It’s an era of digital innovation where it feels like something new springs up each day. But one of the most interesting innovations taking place now is the recent wave of smart glasses. Mark Zuckerberg, the CEO of Meta, has been making the rounds of radio and television ahead of Meta Connect 2024, a conference at which he will unveil the company’s roadmap for the future of digital interfacing. That roadmap will take us away from the view through the screen of a smartphone to the view through a pair of smart glasses.
Perhaps nobody has bet bigger on glasses as the next generational step forward in human-computer interaction than Meta, formerly Facebook, with Meta chief executive Zuckerberg leading the charge as the company strives to be a world leader in XR (extended reality) solutions. In fact, Meta’s move into glasses is making some headway as the digital world rethinks the decade-long obsession with smartphones and social media. That rethinking is evident in Zuckerberg’s remark that he sees such devices ‘as anti-social’, and this proves to be the more general point: that Zuckerberg and many others now hope to re-evaluate the nature of human interactive technology and, by extension, human relationships.
Meta’s smart eyewear – notably its partnership with Ray-Ban – represents a crucial shift away from the hand-held and towards a more immersive form of digital interaction, a transition now supported by the features offered through Meta’s partnerships with WhatsApp and Messenger. Not only are these glasses arguably the most advanced smart glasses so far released, but the UX also embraces voice to allow a hands-free experience. More importantly, it represents the first step in a trend towards a greater naturalisation of the human-computer relationship.
Courtesy IDCWhile the numbers cited above are interesting, the message sent by this pair of reports from ResearchAndMarkets and IDC is quite clear. It’s not just that the smart-glasses market is growing; it is literally exploding. Parked in the context of VR headsets that are declining at the same time, with a CAGR of 53.0 per cent projected from 2023 to 2030, it seems that consumer appetite for MR and AR devices has become increasingly palpable.
Take the partnership between Meta and their Italian brand Ray-Ban, which already yielded the ‘Ray-Ban Stories’, the first generation of the very eyewear range that applied ‘Facebook technology’ to replicate a simple and somewhat basic experience (for instance, you could capture a short video without pushing any button). The reviews of the product were not exactly glowing, but nevertheless, they created the basis for more visually and functionally enhanced Ray-Ban Meta smart glasses, today readily available on the market and therefore a great success story. And it’s not just about smart glasses. There are other examples of tech companies willing to invest the necessary resources to replicate the decisive characteristics of eyewear in smart glasses while listening to customer feedback and patiently moving forward and improving along the way.
When Meta Connect 2024 finally arrives, the tech press will be paying close attention. Meta has the stage to itself, and the company has so many more ideas to unleash onto the world. Rumours swirl of a new, cheaper model of Meta’s Quest 3 VR headset, but if the leaks are to be believed, the big show could be smart glasses. For better or worse, Meta is poised to lead us into our next tech landscape. And not only with new hardware. It’s talking about AI, apps and an open ecosystem. Meta has a vision for a new way of interacting with the internet that goes way beyond the desktop.
Full circle then, for the ‘Ray’ in Mark’s smart-glasses, which carries the promise of the smart digital life to come. A device that cleverly combines AI, AR and voice-recognition represents more than a dazzling new gadget. It points a way to a future digitisation that’s more connected, more intuitive, more immersive. The future isn’t just bright. It wears glasses. That’s a wrap then for Meta Connect 2023, and it appears we have tantalising tidings from Meta Connect 2024. For now, perhaps it’s appropriate to conclude with an observation from the American writer Julian Darius, reflecting on the power of the film Blade Runner (1982), one of the great cultural epics of the age of Big Data: Maybe all the different kinds of things we want – a future that’s safe, a future that’s real, a future that’s magical and exciting and filled with sublime beauty, a future that feels meaningful to us – are not things we can get. What we can get is this.
The evolution in smart glasses including the Meta-Ray-Ban project will eventually get us to a point where the digital world isn’t something we access, but something we live in. It will change how we think about and interact with people in both our real and our digital lives, and it will move us closer to a world that’s more connected than the one we have now, even with the screens in our hands. As we stand on the edge of that new era, the question is no longer if smart glasses will become part of our everyday digital lives – it’s how quickly.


Exercise aim
Transcribe each record as written.

[Dataset excerpts]

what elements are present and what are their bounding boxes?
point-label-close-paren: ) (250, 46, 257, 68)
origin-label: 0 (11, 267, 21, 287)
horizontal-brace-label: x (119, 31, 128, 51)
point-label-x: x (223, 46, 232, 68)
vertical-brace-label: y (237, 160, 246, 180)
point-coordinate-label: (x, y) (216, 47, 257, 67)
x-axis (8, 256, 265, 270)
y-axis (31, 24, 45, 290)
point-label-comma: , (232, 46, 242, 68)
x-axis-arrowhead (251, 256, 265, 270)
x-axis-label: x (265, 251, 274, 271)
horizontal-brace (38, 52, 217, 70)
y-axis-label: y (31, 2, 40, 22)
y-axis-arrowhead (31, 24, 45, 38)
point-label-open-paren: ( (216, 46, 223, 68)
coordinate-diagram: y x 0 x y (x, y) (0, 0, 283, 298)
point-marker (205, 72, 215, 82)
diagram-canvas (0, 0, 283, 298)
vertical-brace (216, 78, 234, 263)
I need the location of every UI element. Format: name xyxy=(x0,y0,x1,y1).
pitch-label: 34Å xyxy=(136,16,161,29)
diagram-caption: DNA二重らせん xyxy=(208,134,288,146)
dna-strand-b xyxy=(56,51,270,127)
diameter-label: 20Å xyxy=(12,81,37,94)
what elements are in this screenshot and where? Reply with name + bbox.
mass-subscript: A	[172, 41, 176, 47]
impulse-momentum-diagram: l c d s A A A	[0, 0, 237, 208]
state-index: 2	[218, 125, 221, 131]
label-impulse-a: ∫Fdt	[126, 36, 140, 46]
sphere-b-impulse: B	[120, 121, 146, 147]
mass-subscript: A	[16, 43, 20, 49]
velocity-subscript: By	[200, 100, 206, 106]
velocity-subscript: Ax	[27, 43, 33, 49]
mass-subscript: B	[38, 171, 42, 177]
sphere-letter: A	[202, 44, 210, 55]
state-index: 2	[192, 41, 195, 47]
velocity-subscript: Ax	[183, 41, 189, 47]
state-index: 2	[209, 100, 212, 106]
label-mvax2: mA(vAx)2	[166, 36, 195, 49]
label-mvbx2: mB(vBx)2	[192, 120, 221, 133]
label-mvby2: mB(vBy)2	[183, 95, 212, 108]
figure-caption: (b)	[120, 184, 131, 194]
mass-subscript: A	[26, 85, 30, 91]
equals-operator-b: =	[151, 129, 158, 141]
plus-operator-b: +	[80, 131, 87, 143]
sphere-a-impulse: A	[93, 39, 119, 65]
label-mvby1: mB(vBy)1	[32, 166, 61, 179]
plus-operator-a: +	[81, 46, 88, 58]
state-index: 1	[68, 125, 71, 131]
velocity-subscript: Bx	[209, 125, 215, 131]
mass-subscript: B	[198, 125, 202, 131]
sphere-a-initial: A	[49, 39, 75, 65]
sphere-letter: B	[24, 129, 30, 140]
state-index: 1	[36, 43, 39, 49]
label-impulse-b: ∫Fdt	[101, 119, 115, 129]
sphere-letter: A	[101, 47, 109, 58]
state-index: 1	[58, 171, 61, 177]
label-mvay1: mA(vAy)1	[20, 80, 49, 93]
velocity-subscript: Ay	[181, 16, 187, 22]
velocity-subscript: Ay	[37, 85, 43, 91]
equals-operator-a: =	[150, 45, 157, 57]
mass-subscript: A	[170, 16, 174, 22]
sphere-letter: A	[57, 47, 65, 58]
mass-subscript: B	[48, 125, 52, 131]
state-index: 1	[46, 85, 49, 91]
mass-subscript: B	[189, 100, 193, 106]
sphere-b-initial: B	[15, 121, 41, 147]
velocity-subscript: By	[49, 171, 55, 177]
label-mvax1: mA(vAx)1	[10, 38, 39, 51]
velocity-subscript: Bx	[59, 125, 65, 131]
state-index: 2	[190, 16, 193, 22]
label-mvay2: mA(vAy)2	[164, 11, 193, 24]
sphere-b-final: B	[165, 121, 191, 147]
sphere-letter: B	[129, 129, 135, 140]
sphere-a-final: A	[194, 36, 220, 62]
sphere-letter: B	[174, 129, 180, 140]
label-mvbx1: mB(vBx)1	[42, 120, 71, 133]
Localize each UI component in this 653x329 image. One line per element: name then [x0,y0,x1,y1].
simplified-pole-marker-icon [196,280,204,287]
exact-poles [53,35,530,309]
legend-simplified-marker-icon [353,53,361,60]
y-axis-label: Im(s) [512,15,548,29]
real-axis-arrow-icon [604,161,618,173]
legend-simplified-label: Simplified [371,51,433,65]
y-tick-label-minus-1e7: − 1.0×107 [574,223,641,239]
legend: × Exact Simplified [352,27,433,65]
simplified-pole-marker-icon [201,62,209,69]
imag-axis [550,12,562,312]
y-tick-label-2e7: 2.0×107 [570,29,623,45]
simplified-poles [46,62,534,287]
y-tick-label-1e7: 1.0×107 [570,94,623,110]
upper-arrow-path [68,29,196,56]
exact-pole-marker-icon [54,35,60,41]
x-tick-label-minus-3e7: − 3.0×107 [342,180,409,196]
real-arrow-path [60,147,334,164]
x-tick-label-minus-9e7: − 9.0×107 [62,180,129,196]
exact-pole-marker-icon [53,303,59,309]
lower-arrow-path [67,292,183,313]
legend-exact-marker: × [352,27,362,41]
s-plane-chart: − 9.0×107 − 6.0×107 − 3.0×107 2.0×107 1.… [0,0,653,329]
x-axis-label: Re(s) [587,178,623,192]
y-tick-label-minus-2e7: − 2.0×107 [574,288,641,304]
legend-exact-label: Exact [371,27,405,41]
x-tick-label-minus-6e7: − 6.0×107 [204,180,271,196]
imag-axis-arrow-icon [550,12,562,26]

Finished task
what elements are present and what are their bounding boxes?
point-label-close-paren: ) (250, 46, 257, 68)
origin-label: 0 (11, 267, 21, 287)
horizontal-brace-label: x (119, 31, 128, 51)
point-label-x: x (223, 46, 232, 68)
vertical-brace-label: y (237, 160, 246, 180)
point-coordinate-label: (x, y) (216, 47, 257, 67)
x-axis (8, 256, 265, 270)
y-axis (31, 24, 45, 290)
point-label-comma: , (232, 46, 242, 68)
x-axis-arrowhead (251, 256, 265, 270)
x-axis-label: x (265, 251, 274, 271)
horizontal-brace (38, 52, 217, 70)
y-axis-label: y (31, 2, 40, 22)
y-axis-arrowhead (31, 24, 45, 38)
point-label-open-paren: ( (216, 46, 223, 68)
coordinate-diagram: y x 0 x y (x, y) (0, 0, 283, 298)
point-marker (205, 72, 215, 82)
diagram-canvas (0, 0, 283, 298)
vertical-brace (216, 78, 234, 263)
I need the location of every UI element. Format: name xyxy=(x0,y0,x1,y1).
pitch-label: 34Å xyxy=(136,16,161,29)
diagram-caption: DNA二重らせん xyxy=(208,134,288,146)
dna-strand-b xyxy=(56,51,270,127)
diameter-label: 20Å xyxy=(12,81,37,94)
what elements are in this screenshot and where? Reply with name + bbox.
mass-subscript: A	[172, 41, 176, 47]
impulse-momentum-diagram: l c d s A A A	[0, 0, 237, 208]
state-index: 2	[218, 125, 221, 131]
label-impulse-a: ∫Fdt	[126, 36, 140, 46]
sphere-b-impulse: B	[120, 121, 146, 147]
mass-subscript: A	[16, 43, 20, 49]
velocity-subscript: By	[200, 100, 206, 106]
velocity-subscript: Ax	[27, 43, 33, 49]
mass-subscript: B	[38, 171, 42, 177]
sphere-letter: A	[202, 44, 210, 55]
state-index: 2	[192, 41, 195, 47]
velocity-subscript: Ax	[183, 41, 189, 47]
state-index: 2	[209, 100, 212, 106]
label-mvax2: mA(vAx)2	[166, 36, 195, 49]
label-mvbx2: mB(vBx)2	[192, 120, 221, 133]
label-mvby2: mB(vBy)2	[183, 95, 212, 108]
figure-caption: (b)	[120, 184, 131, 194]
mass-subscript: A	[26, 85, 30, 91]
equals-operator-b: =	[151, 129, 158, 141]
plus-operator-b: +	[80, 131, 87, 143]
sphere-a-impulse: A	[93, 39, 119, 65]
label-mvby1: mB(vBy)1	[32, 166, 61, 179]
plus-operator-a: +	[81, 46, 88, 58]
state-index: 1	[68, 125, 71, 131]
velocity-subscript: Bx	[209, 125, 215, 131]
mass-subscript: B	[198, 125, 202, 131]
sphere-a-initial: A	[49, 39, 75, 65]
sphere-letter: B	[24, 129, 30, 140]
state-index: 1	[36, 43, 39, 49]
label-impulse-b: ∫Fdt	[101, 119, 115, 129]
sphere-letter: A	[101, 47, 109, 58]
state-index: 1	[58, 171, 61, 177]
label-mvay1: mA(vAy)1	[20, 80, 49, 93]
velocity-subscript: Ay	[181, 16, 187, 22]
velocity-subscript: Ay	[37, 85, 43, 91]
equals-operator-a: =	[150, 45, 157, 57]
mass-subscript: A	[170, 16, 174, 22]
sphere-letter: A	[57, 47, 65, 58]
mass-subscript: B	[48, 125, 52, 131]
state-index: 1	[46, 85, 49, 91]
mass-subscript: B	[189, 100, 193, 106]
sphere-b-initial: B	[15, 121, 41, 147]
velocity-subscript: By	[49, 171, 55, 177]
label-mvax1: mA(vAx)1	[10, 38, 39, 51]
velocity-subscript: Bx	[59, 125, 65, 131]
state-index: 2	[190, 16, 193, 22]
label-mvay2: mA(vAy)2	[164, 11, 193, 24]
sphere-b-final: B	[165, 121, 191, 147]
sphere-letter: B	[129, 129, 135, 140]
sphere-a-final: A	[194, 36, 220, 62]
sphere-letter: B	[174, 129, 180, 140]
label-mvbx1: mB(vBx)1	[42, 120, 71, 133]
Localize each UI component in this 653x329 image. One line per element: name then [x0,y0,x1,y1].
simplified-pole-marker-icon [196,280,204,287]
exact-poles [53,35,530,309]
legend-simplified-marker-icon [353,53,361,60]
y-axis-label: Im(s) [512,15,548,29]
real-axis-arrow-icon [604,161,618,173]
legend-simplified-label: Simplified [371,51,433,65]
y-tick-label-minus-1e7: − 1.0×107 [574,223,641,239]
legend: × Exact Simplified [352,27,433,65]
simplified-pole-marker-icon [201,62,209,69]
imag-axis [550,12,562,312]
y-tick-label-2e7: 2.0×107 [570,29,623,45]
simplified-poles [46,62,534,287]
y-tick-label-1e7: 1.0×107 [570,94,623,110]
upper-arrow-path [68,29,196,56]
exact-pole-marker-icon [54,35,60,41]
x-tick-label-minus-3e7: − 3.0×107 [342,180,409,196]
real-arrow-path [60,147,334,164]
x-tick-label-minus-9e7: − 9.0×107 [62,180,129,196]
exact-pole-marker-icon [53,303,59,309]
lower-arrow-path [67,292,183,313]
legend-exact-marker: × [352,27,362,41]
s-plane-chart: − 9.0×107 − 6.0×107 − 3.0×107 2.0×107 1.… [0,0,653,329]
x-axis-label: Re(s) [587,178,623,192]
y-tick-label-minus-2e7: − 2.0×107 [574,288,641,304]
legend-exact-label: Exact [371,27,405,41]
x-tick-label-minus-6e7: − 6.0×107 [204,180,271,196]
imag-axis-arrow-icon [550,12,562,26]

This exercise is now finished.